“For heaven’s sake, Ben, you mustn’t say such things about the dead.”
“You’re right, my lady. One never knows who’s listening.” Jonson paused to acknowledge God and then continued. “Anyway, Drayton and I served as pallbearers, and we were the only writers in attendance. Aside from Shaxper’s family and friends, the rest were local merchants to whom he still owed money. Oh, but he was far from poor, I can attest to that. Everyone whispered about how he’d bequeathed gold rings to each of his theatrical shareholders. He left behind no library or books to pass on, but it wouldn’t have mattered anyway, since no one in his family can read. We put his coffin on the hearse for its final ride to Trinity Church and a little while later, the cart bearing your father’s trunk drove off in the opposite direction. Death is the only way Shaxper would have parted with those manuscripts.”
“Did he have any children?”
“His only son is dead. One of his daughters is married to that Dr. Shed-Blood; the other is the common law bawd of a notorious pickpocket. Shaxper wrote her out of his will and told me it was the best revision he’d ever made on his own. He also said he hoped that his shrew-mouthed wife didn’t have one peaceful night’s sleep in that lumpy old bed.”
“Really, Ben! Such gossip is none of our business.”
“But it’s the truth, my lady. You can’t invent stuff like this.” “How do his neighbors remember him?”
“Now that’s an intriguing question. He did pay for some civic improvements towards the end of his life – something to do with moving dunghills away from common areas, I think. But principally, his neighbors remember him for gouging the price of grain during shortages. Someone suggested building him a monument showing him clinging to a sack of grain.”
“Who would dare say such a thing about a dead man?” “Bless me,” Jonson laughed. “I think it was his wife.” “I’m sure he wouldn’t want to be remembered that way.”
“Probably not. But in this life, when we make our own second-best beds, we must sleep in them.”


## Activity
Pull every line containing "pixels" from the entries.

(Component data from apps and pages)

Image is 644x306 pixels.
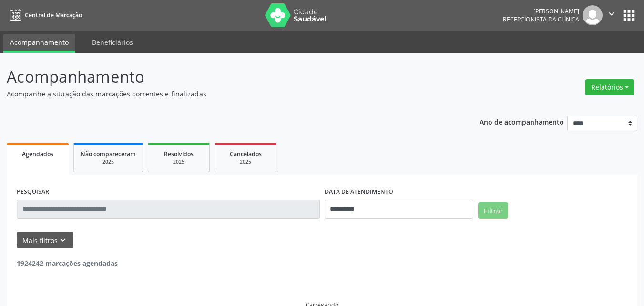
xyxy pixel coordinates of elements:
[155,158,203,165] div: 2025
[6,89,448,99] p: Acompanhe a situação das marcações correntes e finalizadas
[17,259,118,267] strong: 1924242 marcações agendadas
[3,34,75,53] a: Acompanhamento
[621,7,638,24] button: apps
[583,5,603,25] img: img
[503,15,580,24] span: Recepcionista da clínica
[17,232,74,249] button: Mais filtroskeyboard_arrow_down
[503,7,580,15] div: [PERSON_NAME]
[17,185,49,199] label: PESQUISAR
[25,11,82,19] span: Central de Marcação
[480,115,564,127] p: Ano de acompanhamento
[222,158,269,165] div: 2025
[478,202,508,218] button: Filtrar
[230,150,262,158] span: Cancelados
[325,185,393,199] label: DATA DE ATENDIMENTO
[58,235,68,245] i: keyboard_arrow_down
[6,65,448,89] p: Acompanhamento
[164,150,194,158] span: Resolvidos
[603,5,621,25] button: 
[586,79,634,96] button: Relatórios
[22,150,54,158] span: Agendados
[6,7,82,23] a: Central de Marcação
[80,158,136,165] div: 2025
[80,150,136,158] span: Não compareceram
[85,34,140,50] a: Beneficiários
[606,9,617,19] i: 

...

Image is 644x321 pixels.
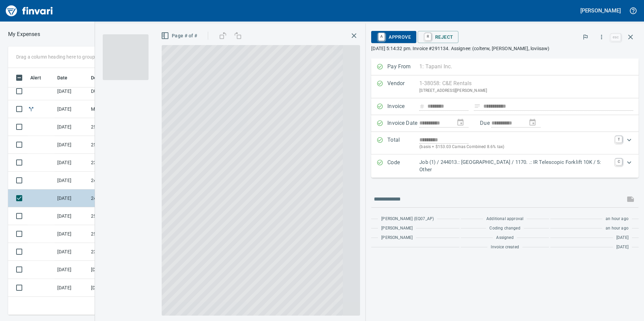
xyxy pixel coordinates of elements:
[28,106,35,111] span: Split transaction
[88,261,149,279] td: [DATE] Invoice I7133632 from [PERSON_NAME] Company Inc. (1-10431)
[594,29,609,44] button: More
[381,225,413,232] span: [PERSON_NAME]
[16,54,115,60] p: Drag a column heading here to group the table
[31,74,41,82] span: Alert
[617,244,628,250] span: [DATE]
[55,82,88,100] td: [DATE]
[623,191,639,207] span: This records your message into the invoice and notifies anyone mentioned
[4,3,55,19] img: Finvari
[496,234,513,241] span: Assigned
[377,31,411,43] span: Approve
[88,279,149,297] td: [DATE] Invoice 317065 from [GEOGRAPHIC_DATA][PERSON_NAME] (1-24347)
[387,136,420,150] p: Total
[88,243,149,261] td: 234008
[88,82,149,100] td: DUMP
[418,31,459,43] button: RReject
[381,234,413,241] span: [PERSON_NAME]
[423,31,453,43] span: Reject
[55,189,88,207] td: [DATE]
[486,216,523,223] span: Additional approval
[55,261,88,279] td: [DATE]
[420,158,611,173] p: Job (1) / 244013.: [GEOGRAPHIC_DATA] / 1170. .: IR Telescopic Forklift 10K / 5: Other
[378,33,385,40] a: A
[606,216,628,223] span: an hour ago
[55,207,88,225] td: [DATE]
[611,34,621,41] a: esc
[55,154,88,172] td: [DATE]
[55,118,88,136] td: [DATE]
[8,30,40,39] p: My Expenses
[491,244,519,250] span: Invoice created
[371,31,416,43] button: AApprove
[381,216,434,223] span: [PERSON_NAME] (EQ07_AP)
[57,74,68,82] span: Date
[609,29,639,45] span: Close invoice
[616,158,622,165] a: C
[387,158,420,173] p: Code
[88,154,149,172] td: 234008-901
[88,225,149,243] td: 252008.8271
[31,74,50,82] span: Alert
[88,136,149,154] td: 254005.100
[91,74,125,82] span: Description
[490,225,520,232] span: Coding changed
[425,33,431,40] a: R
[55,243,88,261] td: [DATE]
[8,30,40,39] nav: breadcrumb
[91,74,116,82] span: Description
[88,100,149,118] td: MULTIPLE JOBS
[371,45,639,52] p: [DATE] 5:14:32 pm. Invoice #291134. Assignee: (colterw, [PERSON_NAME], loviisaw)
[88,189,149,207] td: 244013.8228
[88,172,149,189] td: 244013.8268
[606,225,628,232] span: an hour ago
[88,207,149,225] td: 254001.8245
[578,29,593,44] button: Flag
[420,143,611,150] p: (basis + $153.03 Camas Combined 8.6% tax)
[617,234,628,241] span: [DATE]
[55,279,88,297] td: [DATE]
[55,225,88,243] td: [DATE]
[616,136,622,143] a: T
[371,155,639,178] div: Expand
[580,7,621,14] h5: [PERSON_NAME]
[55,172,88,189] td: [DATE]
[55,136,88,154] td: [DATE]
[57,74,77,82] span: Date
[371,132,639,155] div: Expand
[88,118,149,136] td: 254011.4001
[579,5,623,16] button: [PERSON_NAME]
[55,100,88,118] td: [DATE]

## Problem solution
Image is 644x306 pixels.
Image is 644x321 pixels.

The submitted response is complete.